Interview with: Jannie Lee Simner who wrote Bones of Faerie
Questions by: Lauren
I apologize for this being posted today. It was meant to go up yesterday (since this was part of the January celebration). I also wanted to say sorry to Jannie and Tina Ferraro as well for not getting their books read/reviewed this past month, but I have them and will get to them ASAP. Life just got really busy all of a sudden. Thanks for the book and Q&A though, and I hope everyone enjoys the interview!
1. Bones of Faerie is your first novel for teens. Did you always want to write for this age group or was it simply that the book fit?
It was sort of a combination of both. I’ve been wanting to tell this story for more than a decade and a half now, ever since I wrote the opening chapter. Back then, I wasn’t thinking much about genres and age levels yet–it was just the story I wanted to tell. Only I wasn’t ready to tell it–maybe I wasn’t good enough a writer yet–so I went off and wrote other things first, most of them (as it turned out) for either younger or older readers. That opening haunted me, though–I could never quite forget it.
By the time I finally returned to the story a few years ago, I’d sold a few young adult short stories and was an avid YA reader (really, I never stopped reading YA)–so I was thrilled to know I was writing a book for teens! YA is a fabulous genre to read in, and I’m honored to be part of it.
2. Faeries are the new “it” group for the supernatural stories, after vampires and werewolves. What made you want to write about them?
It’s funny–when I first started writing Bones of Faerie, fantasy wasn’t (though this is hard to believe now!) a popular a genre at all, and I remember wondering whether anyone would even really want to read about faeries–let alone the end of the world (Bones of Faerie is set in the aftermath of a catastrophic war between the human and Faerie realms). But I went ahead and told the story I wanted to tell–and now, suddenly, YA shelves are filled with faerie books and post-apocalyptic books both. Maybe it was something in the water? 🙂 It’s fascinating–and fun–to me that so many writers, working separately, can wind up telling stories about similar creatures and with similar themes.
As for why I wanted to write about Faerie–I think Bones of Faerie, and that opening written long ago, began with a fascination with the whole business of changelings and of faeries stealing children. Bones of Faerie ultimately didn’t wind up being a changeling story, but it does still begin with a child being set out on a hillside for the faeries to find.
3. Will Bones of Faerie be a stand-alone novel or do you have a sequel or series in mind?
Right now it’s a standalone, but I’m definitely open to writing more books set in the same world one day! (I actually do have a short story set in the same world–in a different place with different characters–online now in the magazine Coyote Wild: http://coyotewildmag.com/2008/august/simner_invasive_species.html)
4. The cover is very simple but conveys a lot of meaning at the same time. Did you have any input into what it would look like? What’s your opinion?
I had no input whatsoever into the cover, and I absolutely love it. The designer, Michelle Gengaro-Kokmen, did an amazing job. I smile every time I look at the cover, which I think is more powerful and more beautiful than anything I ‘d been imagining.
5. Finally, I’m always curious how authors come up with their characters’ names. Do you have any specific stories?
In the very first, very rough draft of Bones of Faerie, the three main characters were named Steele, Marcus, and Lissa. By the time I finished that draft, though, none of those names really felt right. So I sat down and thought about the world of the story–which is based on our world–and thought about what sorts of names characters named by parents who lived in our world would really have. Marcus was the only name that seemed even close to likely, but even that wasn’t likely enough–while the name Lissa makes me wince when I look at her character now, and the name Steele intrigues me, but feels like it belongs in some other story. So after thinking a while, though three characters became Liza, Matthew, and Allie, names that did–and do– feel right.
So I guess I go with a mix of instinct and looking at the background of the world to name my characters!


#### Task details:
Find the line with "Seek *wheel*." in the records below, then please transcribe it and every later line exactly, omitting the pictures and adding nothing.

#### Saved entries:
--------------------
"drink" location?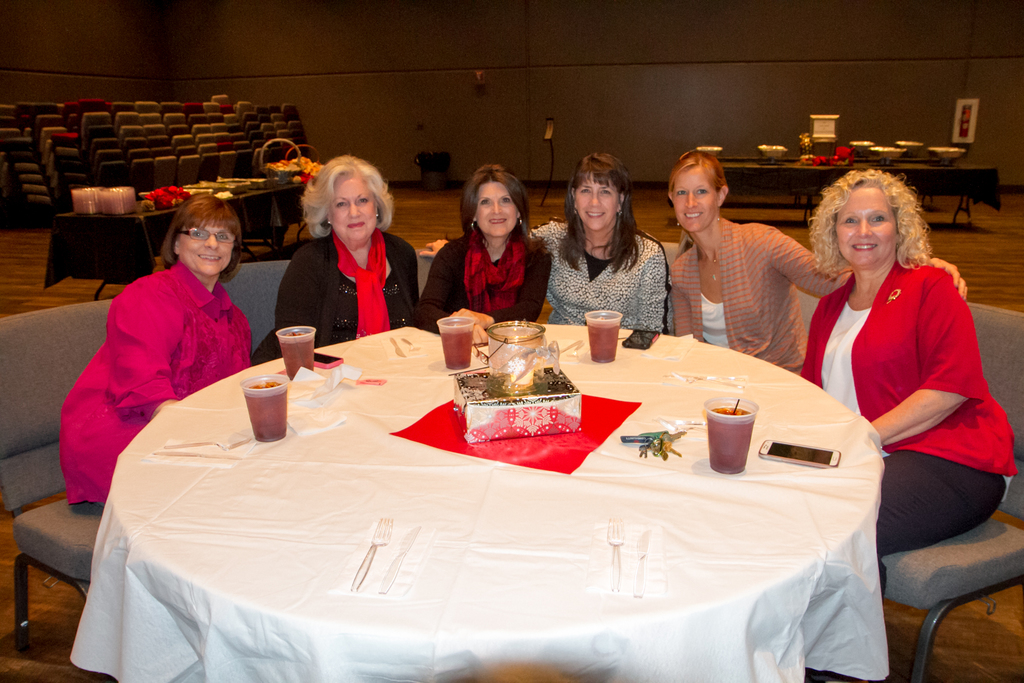
detection(278, 334, 314, 381)
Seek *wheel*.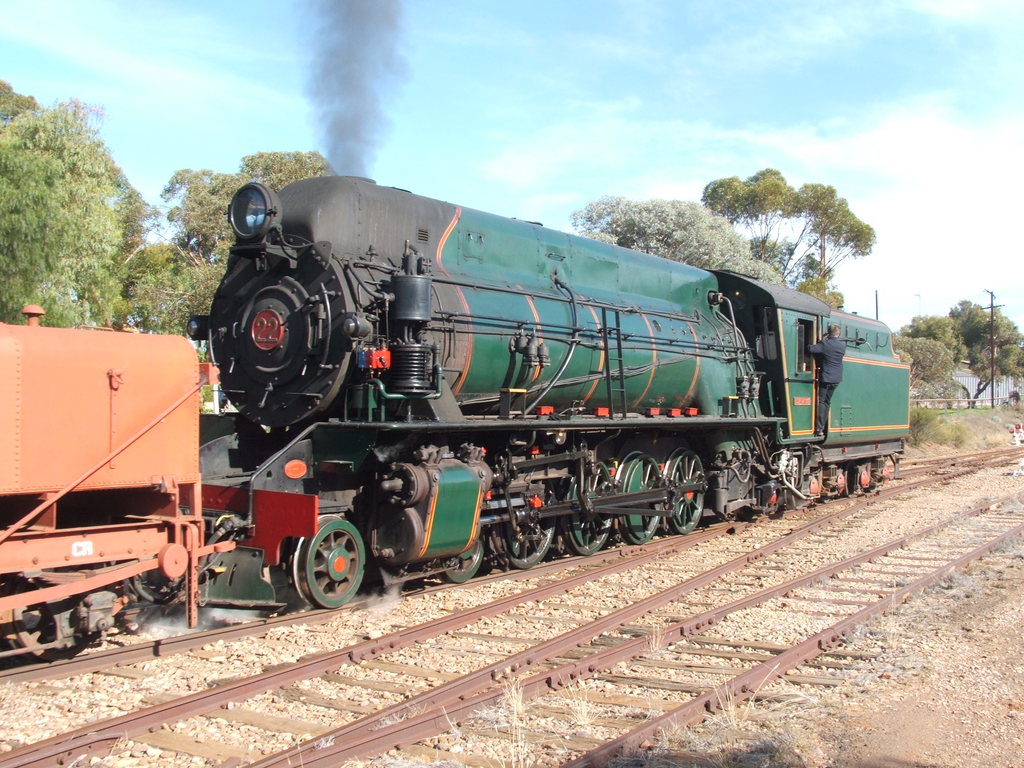
<region>615, 451, 664, 542</region>.
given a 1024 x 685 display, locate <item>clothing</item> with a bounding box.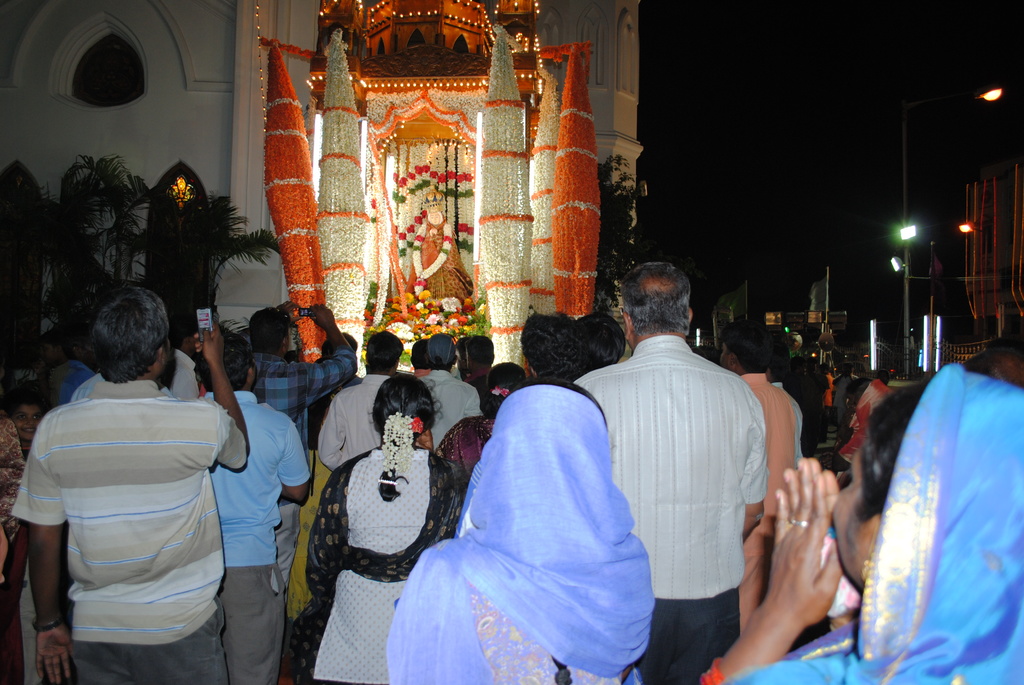
Located: x1=299, y1=430, x2=464, y2=684.
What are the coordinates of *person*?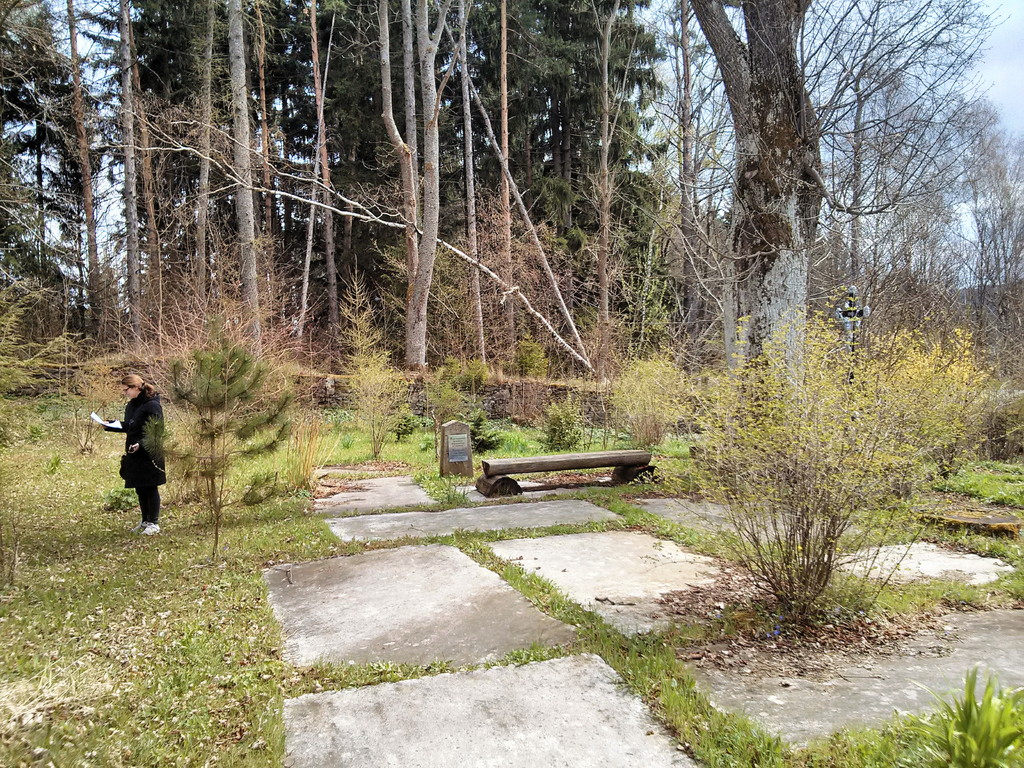
(left=89, top=372, right=149, bottom=540).
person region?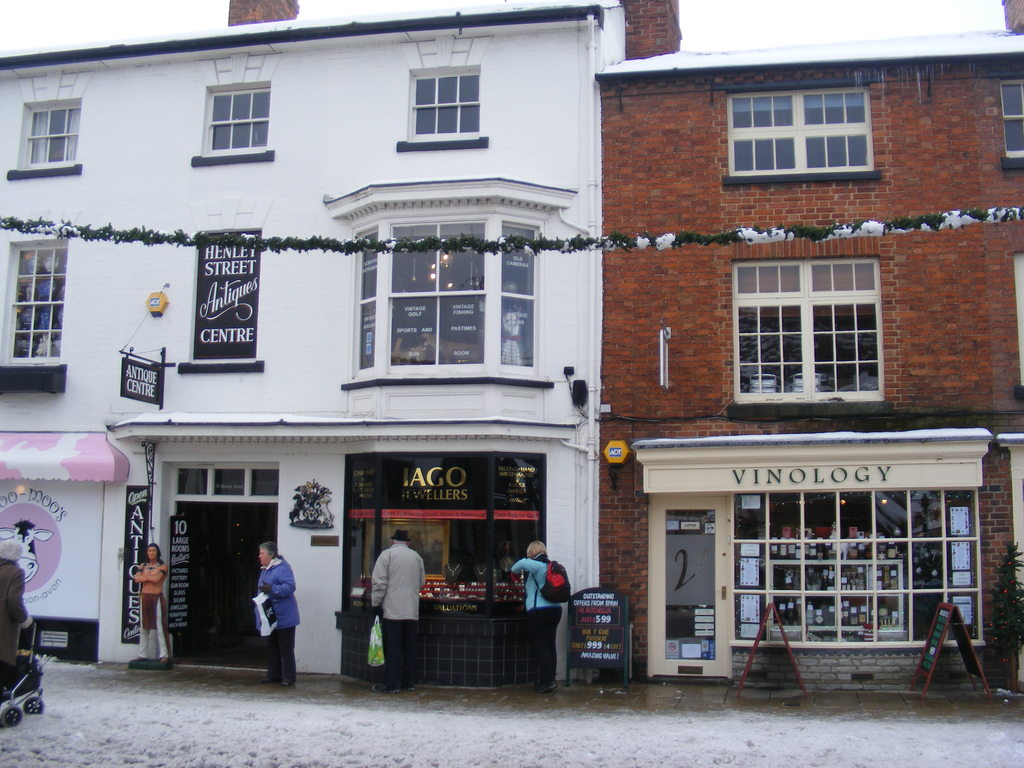
left=133, top=544, right=178, bottom=669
--------------------
#### Solution to this exercise:
Seek *wheel*.
<region>615, 451, 664, 542</region>.
given a 1024 x 685 display, locate <item>clothing</item> with a bounding box.
Located: x1=299, y1=430, x2=464, y2=684.
What are the coordinates of *person*?
(left=89, top=372, right=149, bottom=540).
person region?
left=133, top=544, right=178, bottom=669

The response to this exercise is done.